On Monday, 4 August 2014 at 00:59:10 UTC, Andrei Alexandrescu wrote:
I find it to the point, clear, and funny. Expanded it would go like "I see more similarities than differences, and a definite convergence dictated by market pressure."
I find this to be a non-sequitur. Firstly, making a joke to avoid answering a direct question is hardly what I'd call "to the point", regardless of how funny it may be. Secondly, even if I interpreted it as you did, it still misses the point. The discussion was about strict logical semantic equivalence of two concepts, assert and assume. How can "I see more similarities than differences, and a definite convergence dictated by market pressure" be a response to a black and white question about semantic equivalence?
I find it highly inappropriate to qualify that response as intellectually dishonest even after discounting for a variety of factors, and an apology would be in order.

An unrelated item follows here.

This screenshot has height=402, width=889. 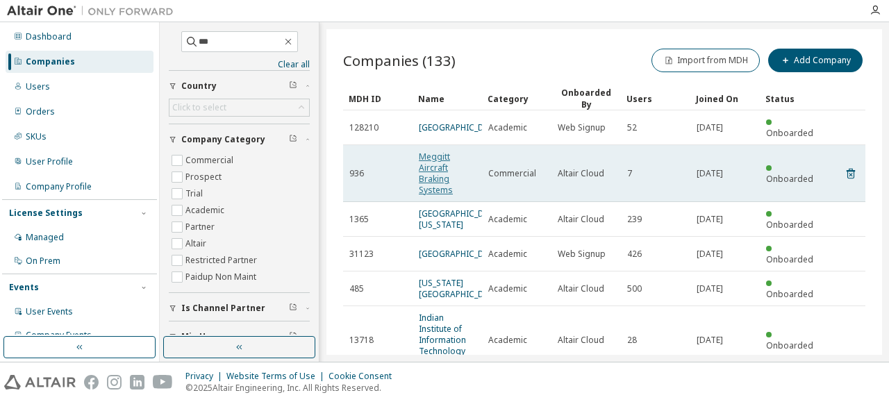 What do you see at coordinates (629, 174) in the screenshot?
I see `span: 7` at bounding box center [629, 174].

Sure, that post alone isn't sufficient, but Walter argued much of the discussion in an unfair manner: dismissive one liners, fallacious arguments, strawman, even straight up begging the question. We are talking about several dozens of posts here. There was more than enough time spent to converge on agreement, if both sides intended to do so. Anyways I know this is all completely pointless to say, no one is going to believe it for one second because it just sounds like poor sportsmanship. For anyone who actually cares, you just need to read the threads and judge for yourself. From where I stand though, no apology is required.